Many innocuous, well-intended questions and statements used to fill me with anxiety and a general sense of lacking.
What was his first word?
Have you started sleepovers?
Is he playing Little League, kids’ soccer, or flag football?
The answer was almost always “not yet,” and I wasn’t ready to share a diagnosis. Sharing that he hadn’t yet said his first word, didn’t have a buddy to invite to a sleepover, and was too busy to participate in extracurricular kids’ activities (due to his therapy schedule and lack of interest) felt like a hard stop to any conversation with another mom. It was typical mom banter, and I couldn’t relate. Eventually, my strategy was to withdraw. If I limited my contact with people, I wouldn’t have to answer questions, feel defensive, or even worse, feel I should be doing more. But not talking about the quiet thoughts didn’t help either. There was an elephant in the room, and without addressing it, it grew bigger, more untenable, and deprived me of the connection I desperately needed.
Saying the quiet parts out loud has been a game-changer. It can be to a therapist, a friend, a group of people walking a similar path, or the cashier at CVS. Recently, a cashier was ringing up my items, and she was teary-eyed. When I asked her if she was okay, she said they were happy tears. Her autistic son had just done something she never thought he would do.

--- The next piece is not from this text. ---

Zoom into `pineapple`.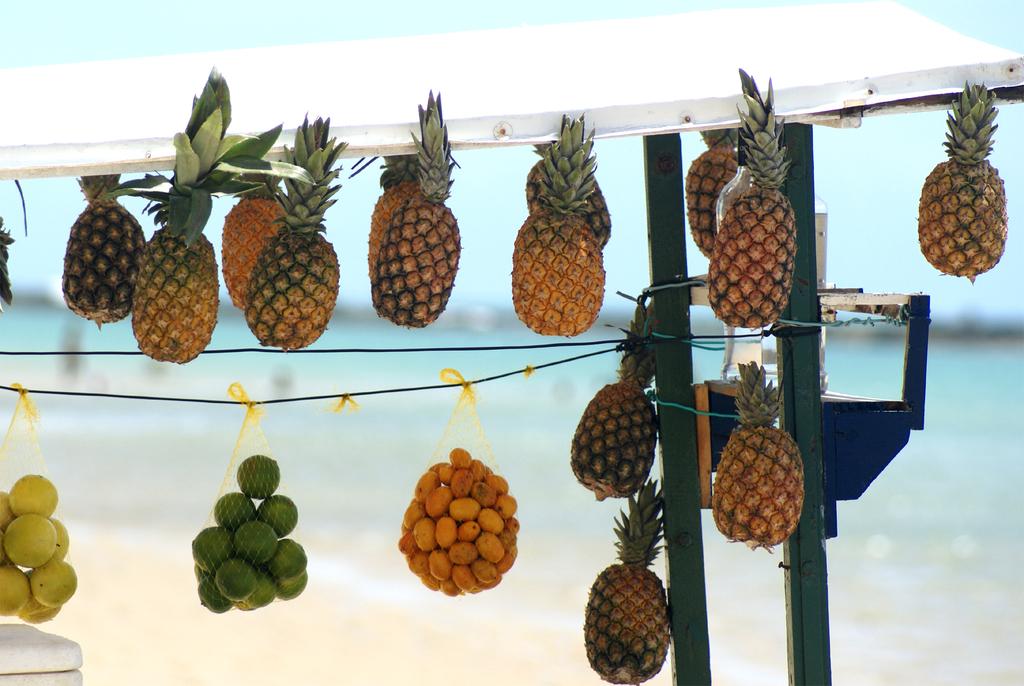
Zoom target: 707:64:800:327.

I shared that my son was also autistic, and we briefly spoke about the wins when you often least expect them. That three-minute conversation impacted the rest of my day.
Now that my son is a teenager, the questions that come with this stage in his life have changed.

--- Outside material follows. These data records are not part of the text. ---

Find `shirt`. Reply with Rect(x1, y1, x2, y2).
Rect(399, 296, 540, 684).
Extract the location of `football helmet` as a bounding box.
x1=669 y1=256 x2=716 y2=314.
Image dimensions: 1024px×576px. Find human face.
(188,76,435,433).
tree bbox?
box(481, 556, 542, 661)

Do you think he’ll return to public school for high school?
Do you think he’ll go to college?
For me, the last question came on the drive home from a recent weekend trip with an old friend. After my initial pause, I said out loud what I’d often thought in silence. “I’m not sure. ” I don’t want to live in an altered reality where people can’t ask general questions about my son. He’s a 13-year-old boy with twinkling eyes and a cackle. He loves baseball, and after a long period of being an anti-Philadelphia sports fan, he just admitted he liked the Phillies.